Binding: Trade paperback
Publisher: Henry Holt & Company
Date Published: 1992
ISBN-13:9780805016048ISBN:080501604X
Description: Very good. No dust jacket as issued. clean text, tight binding, minor shelf wear to cover/corners, nice reading copy, help support independent booksellers! Trade paperback (US). Glued binding. 240 p. Audience: General/trade. read more
Binding: Hardcover
Publisher: Holt, Reinhart, and Winston, New York
Date Published: 1973
ISBN-13:9780030075964ISBN:0030075963
Description: Very Good. No Jacket. 8vo-over 7¾"-9¾" tall. Cover slightly rubbed with corners and spine bumped and slightly worn. Pages are clean, text has no markings, binding is sound. read more
Edition: First Printing
Binding: Mass Market Paperback
Publisher: Fawcett Publications, Inc., Greenwich CT
Date Published: 1975
Description: Good. 12mo-over 6¾"-7¾" tall. Wraps are scuffed with light wear, creasing along spine edge. Pages are clean & text is free from markings. All pages secure in binding. read more
Description: ISBN: 0030075963, 1973, Holt, Rihenart, Winston, 521 pp. Hardcover. Third Printing from 1974. Very good book in good dust jacket. read more
Binding: Hardcover
Publisher: Holt, Rinehart and Winston, New York
Date Published: 1973
ISBN-13:9780030075964ISBN:0030075963
Description: Good in Good jacket. 8vo-over 7¾"-9¾" tall. Jacket scuffed with light edgewear. Boards have minor shelfwear. Pages are clean, text has no markings, binding is sound. read more
"My FIRST reading of this book was when it was first published in 1973. And now I read it again. I had read other books by Erich Fromm and was reading different approaches to Psychology. It is said that Fromm was a pioneer in theoretical works with "deep insight" into the the human psyche. As you can see by the title, he explores the dark side of the huiman psyche with quotes, references, comparisons, and rebuttals of the works of others. In the last part of this text, he discusses, "Malignant Aggression: Adolph Hitler, A Clinical Case of Necrophilia". Hitler's story falls into the very dark side of human psychology. The end pages of Fromm's analysis of Hitler bear the warning of "the fallacy which prevents people from recognizing potential Hitlers before they have shown their true faces." This is followed by a brief epilogue entitled, THE AMBIGUITY OF HOPE. Then finally, he places as an appendix, Freud's Theory of Aggresiveness and Destructiveness. Fromm actually makes psychology understandable, even this dark side."

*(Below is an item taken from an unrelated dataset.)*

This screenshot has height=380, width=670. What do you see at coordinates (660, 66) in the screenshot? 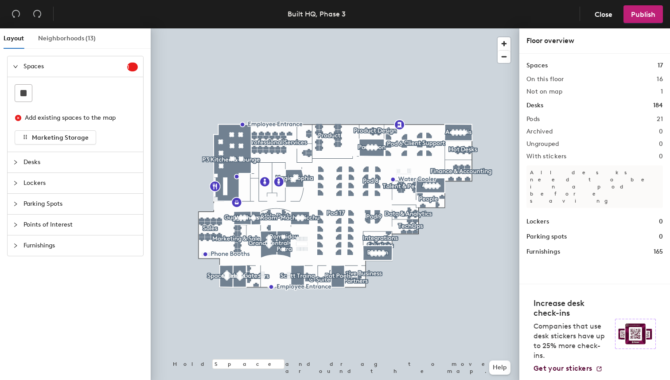
I see `h1: 17` at bounding box center [660, 66].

"During the summer between college and my first graduate school I worked as a security guard for Chicago's Womens' Athletic Club on Ontario and Michigan Avenues in the Gold Coast area. The job had been obtained for me, and others of our friends, by Mike and Tom Miley whose mother, Helen, was working as the business manager there. After graduating from seminary she was kind enough to employ me again until I found more regular work.
The position at the club was a peach. My duties consisted of guarding the service entrance, the most onerous part of which was having to arrive before the other workers did early in the morning. Other than saying "hello" to folks as they came in, there really wasn't much to do but go off to Stuart Brent books around the corner during the lunch break. Very occasionally I'd be given some stupid paperwork, but mostly I just read while sitting in an exceptionally uncomfortable chair near the time cards and service elevator and just under the service stairway. I must have read a hundred books that summer, often more than one in an eight-hour day.
Once in a while I would listen to the radio--most memorably for WFMT's multipart lecture by Erich Fromm on human aggressiveness, a series which led to the purchase of his book on the subject."
"I feel like I should actually fill out the "what i learned part" for this book because it really has taught me so much and had I read this earlier in life I may have gone ahead and done research for the social sciences. Apart from a very lucid and clear overview of the debate about human nature in the biological and sociological sciences, there is a lot of critical insight into Freud and his unsuccessful but important failure to reconcile all his theories with his desire to save the human race from total destruction. In this book is also a huge clinical study of Hitler, as well as other members of the SS and Stalin. (Hitler used his diploma as toilet paper when he was really drunk the night he graduated.) There is also a lot of information about necrophilia and necro-dreams which are always about tombs or finding limbs floating in bathtubs with with feces or like defecating so hard that world explodes, very undecorously. There is really so much information in this book. Animal behavior studies about chimps where they cant decide if they should follow their mate in the forest, or grab the bunch of bananas that was placed their by observers and how people observed the chimp running back and forth unable to decide what to do to the motto of the Falangist troops in Spain which was "Long Live Death" and the scary scary though that technology is running its own course now and we are not a part of it. There was also this part about how zoo's make animals lethargic and depressed and how in zoos or cages crowding at a water hole makes animals extremely aggressive whereas in the wild there is much more "crowding" at watering holes but minimal violence and then yup, Fromm goes all the way and suggests that humans in urban civilization have been living in zoos, or at least in contaminated soil so that many people do not develop properly. If you have dreams where you crawl into a tomb and then puncture a robotic cable and blood starts shooting out all over the place it probably symbolizes that machinery is sucking the life out of man and even though we're all more or less clones at this point anyway pretty soon we might be robots all together. I want to read some Ray Kurzweil next so I can get in on the cyborg revolution."
"This a book showing that human is more violent than animal. The more "civilized", the more violent he becomes. When reading this book, I remember a National Geographic episode showing the most dangerous cat variety. Can you imagine that tiger and lion are second to house-cat? House cat kills anything, while tiger and lion merely kill their food. Just like human, don't you think?"